Complaints were collected from a total of 42 respondents, with 14 respondents in each group. All participants responded to a total of 12 identical situations in a closed oral role-play. The responses ·were tape-recorded and then transcribed for the analysis. Based on this collected data, a functional set of complaint categories was developed for the strategic analysis, consisting of four complaint categories: addressing the problem, requesting repair, justifying, and assigning blame. Each category is subcategorized with various levels of directness.
Analyses were carried out on three main pragmatic aspects: ( a) The respondents' feedback about their perception of the situational context and their responses. These responses concerned the level of frustration resulting from each situation, decisions to opt out of the complaint in real-life, and their ratings of the directness of the complaints. (b) The respondents' use of pragmalinguistic strategies in the complaints, specifically the length of the complaints, the directness employed in the complaint categories, and the number of modality markers used in the complaints. ( c) The influence of the two sociopragmatic factors, social distance and social power, on the selection of the pragmalinguistic strategies.

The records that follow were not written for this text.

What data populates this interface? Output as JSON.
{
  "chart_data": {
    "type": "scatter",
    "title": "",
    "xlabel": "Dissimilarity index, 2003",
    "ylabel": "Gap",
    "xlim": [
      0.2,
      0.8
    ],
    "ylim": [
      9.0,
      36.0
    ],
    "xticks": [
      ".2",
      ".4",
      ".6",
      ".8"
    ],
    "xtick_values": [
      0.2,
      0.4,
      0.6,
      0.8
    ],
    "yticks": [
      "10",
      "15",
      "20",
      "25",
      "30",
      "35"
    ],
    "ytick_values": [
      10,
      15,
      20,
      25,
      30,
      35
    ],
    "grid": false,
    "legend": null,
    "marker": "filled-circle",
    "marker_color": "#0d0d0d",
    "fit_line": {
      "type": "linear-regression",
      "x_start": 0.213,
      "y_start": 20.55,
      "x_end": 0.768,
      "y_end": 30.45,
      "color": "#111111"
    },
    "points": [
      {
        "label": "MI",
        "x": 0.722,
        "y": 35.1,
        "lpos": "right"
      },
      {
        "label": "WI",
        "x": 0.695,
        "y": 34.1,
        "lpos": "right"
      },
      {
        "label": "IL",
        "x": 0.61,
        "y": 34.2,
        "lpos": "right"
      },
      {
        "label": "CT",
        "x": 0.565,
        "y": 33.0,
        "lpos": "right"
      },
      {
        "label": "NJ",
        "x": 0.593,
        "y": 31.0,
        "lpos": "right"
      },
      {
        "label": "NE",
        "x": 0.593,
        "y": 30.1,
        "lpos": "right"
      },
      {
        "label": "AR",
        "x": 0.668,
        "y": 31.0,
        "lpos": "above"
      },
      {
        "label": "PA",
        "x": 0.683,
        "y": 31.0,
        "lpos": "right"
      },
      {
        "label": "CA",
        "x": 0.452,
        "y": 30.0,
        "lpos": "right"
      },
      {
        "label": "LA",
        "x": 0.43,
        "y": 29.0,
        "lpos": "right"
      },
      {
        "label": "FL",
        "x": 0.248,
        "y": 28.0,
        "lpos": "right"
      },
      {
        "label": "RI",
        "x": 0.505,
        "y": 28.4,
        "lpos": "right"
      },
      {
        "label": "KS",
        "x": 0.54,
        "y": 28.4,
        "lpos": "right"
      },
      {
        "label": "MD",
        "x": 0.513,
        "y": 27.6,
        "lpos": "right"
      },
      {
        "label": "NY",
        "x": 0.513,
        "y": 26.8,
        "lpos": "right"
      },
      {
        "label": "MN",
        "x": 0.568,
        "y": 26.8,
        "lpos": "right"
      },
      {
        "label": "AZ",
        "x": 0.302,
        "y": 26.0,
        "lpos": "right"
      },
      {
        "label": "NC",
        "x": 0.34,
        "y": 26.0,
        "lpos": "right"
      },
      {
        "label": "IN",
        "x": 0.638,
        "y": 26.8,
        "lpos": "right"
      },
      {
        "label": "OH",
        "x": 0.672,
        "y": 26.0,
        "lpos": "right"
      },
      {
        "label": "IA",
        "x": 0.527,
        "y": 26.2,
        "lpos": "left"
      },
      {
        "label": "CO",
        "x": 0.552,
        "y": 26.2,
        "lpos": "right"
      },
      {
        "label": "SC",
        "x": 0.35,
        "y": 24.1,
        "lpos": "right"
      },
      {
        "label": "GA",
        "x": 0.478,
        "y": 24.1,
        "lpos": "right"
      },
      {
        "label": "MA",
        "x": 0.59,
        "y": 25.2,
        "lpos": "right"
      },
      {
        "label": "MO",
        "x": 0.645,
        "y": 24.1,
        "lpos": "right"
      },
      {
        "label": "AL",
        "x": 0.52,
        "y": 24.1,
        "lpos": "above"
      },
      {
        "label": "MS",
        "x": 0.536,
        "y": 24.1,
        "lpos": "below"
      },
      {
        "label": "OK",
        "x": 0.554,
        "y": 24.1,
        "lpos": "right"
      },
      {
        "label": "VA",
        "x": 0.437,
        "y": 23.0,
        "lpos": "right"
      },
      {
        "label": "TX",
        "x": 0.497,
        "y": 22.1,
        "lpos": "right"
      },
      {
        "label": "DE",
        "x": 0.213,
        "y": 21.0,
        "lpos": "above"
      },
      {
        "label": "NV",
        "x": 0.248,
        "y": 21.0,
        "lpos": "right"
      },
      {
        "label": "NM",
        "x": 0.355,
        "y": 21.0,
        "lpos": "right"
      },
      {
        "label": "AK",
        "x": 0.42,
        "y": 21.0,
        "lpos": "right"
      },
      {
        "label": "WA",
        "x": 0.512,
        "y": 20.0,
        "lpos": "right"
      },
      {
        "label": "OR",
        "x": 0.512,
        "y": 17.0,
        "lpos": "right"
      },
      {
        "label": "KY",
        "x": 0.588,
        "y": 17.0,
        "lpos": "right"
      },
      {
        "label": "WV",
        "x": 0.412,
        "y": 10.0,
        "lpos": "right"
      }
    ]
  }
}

Results indicate pragmalinguistic differences in the perception and realization of complaints between native speakers of German and native speakers of Canadian English. While the group of German ESL learners showed some resemblance to Canadian complaint behavior, their overall use of pragmatic strategies indicates a high degree of transfer from their native language into the second language. The sociopragmatic analysis revealed that learners adjusted their pragmatic strategies based on social constellations - a fact which resembled Canadian complaining behavior. The findings indicate that even at an advanced stage in their linguistic knowledge, language learners tend to cling to the pragmatic strategies used in their native language in this very personal domain of language use.